Chapter 67

CHAPTER

Detective kelsey girard had to leave for a court appearance in Richmond that afternoon, but she left us with a promise to keep in close touch, and we all shared the certainty that the kidnapper had screwed up.

Before returning to DC, Sampson and I decided to track Bunny Maddox’s known whereabouts backward from the time her brother saw her car lights.

At the Winn-Dixie, where she’d bought fried chicken and potato salad for dinner, we were able to review security footage from the night of her disappearance. We picked the stripper up on both interior and parking-lot security cams.

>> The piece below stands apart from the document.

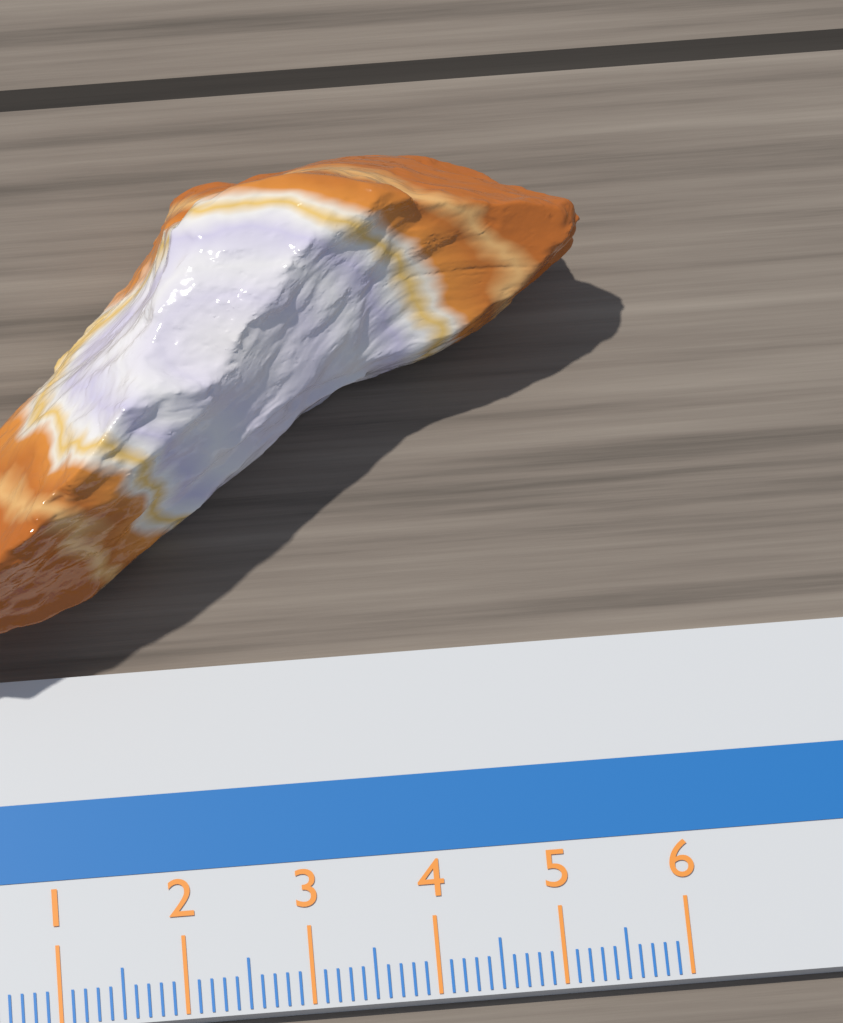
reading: 5.7 cm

We also spotted a white van enter the far end of the supermarket lot and park in the shadows several minutes before Bunny’s arrival and leave eight minutes before she did. We couldn’t know if this was the same white van, but it seemed likely.

“More than enough time for him to set up his ambush,” Sampson said, “if he knew where Bunny was going. And he sure does seem to anticipate her routine.”

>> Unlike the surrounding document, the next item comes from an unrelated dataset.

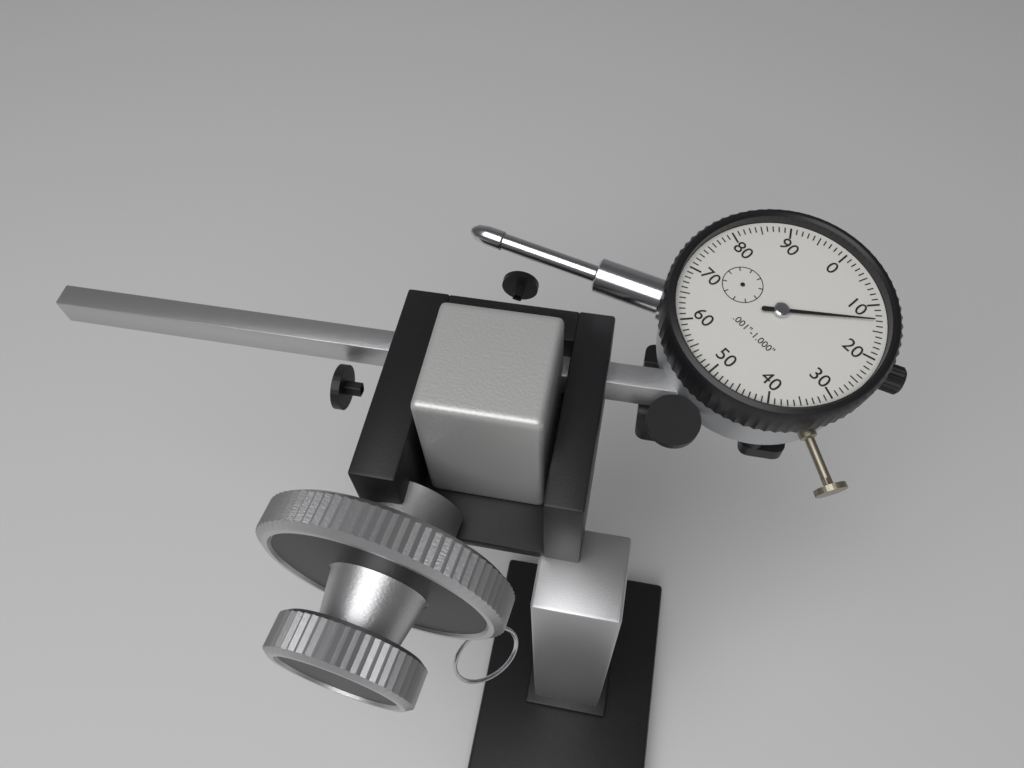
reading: 0.013 in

“But still no good look at the driver or the license plate,” I said.

“Yeah, but we can have stills from this blown up. The more we can say about the exterior of that van, the more likely we are to match it.”

“True that,” I said, and thanked the guard who’d given us access to the footage.

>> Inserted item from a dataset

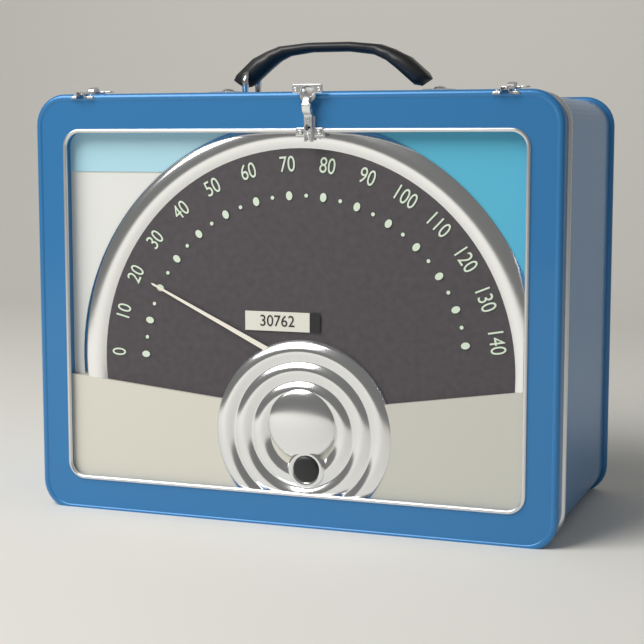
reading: 20 (no unit)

We were also able to review the feeds from the security cameras outside the Virginia state liquor store and Tillie’s, the bar where Bunny danced.

An exterior liquor-store camera facing the parking lot and the highway picked up a white van passing slowly as the stripper exited her vehicle and then rolling out of frame without giving a clear view of the driver or the plates.

At the strip club, a camera facing diagonally across the parking lot to the road picked up Bunny Maddox leaving work the day of her disappearance and heading north toward the liquor store roughly two miles away; a white van pulled out of an overflow lot across the street and followed her.

We got lucky. The camera caught the van just as the headlights of a pickup truck coming from the south lit it up from behind for several seconds.

“Definitely Pennsylvania plates,” Sampson said. “And that third letter is a Z or an S.”

I nodded, feeling like we were breaking through. “Definitely TNZ or TNS. And then maybe a three or an eight after it?”

“We’re going to get this guy now,” John said, grinning as we left the club with the security footage.

“I feel like it’s only a matter of time.”

“So do I. But let’s try to speed things up.”

Before we drove back to DC, Sampson called Tommy French, an old army buddy of his who was now an investigator for the Pennsylvania police.

“Can you have someone run a Pennsylvania license plate search for us?” Sampson asked after greeting his friend.

“Sure, what do you got, John?” French said.

“Pennsylvania TNZ or TNS and either a three or an eight after it. That’s all we can see.”

“Vehicle make and color?”

“White Ford Econoline van. Older. Rough shape.”

“And urgency?”

“We think the driver may have killed four people, attempted to murder another two, and potentially kidnapped or killed a seventh.”

“I’ll see what our records team can find and get back to you,” French said, and hung up.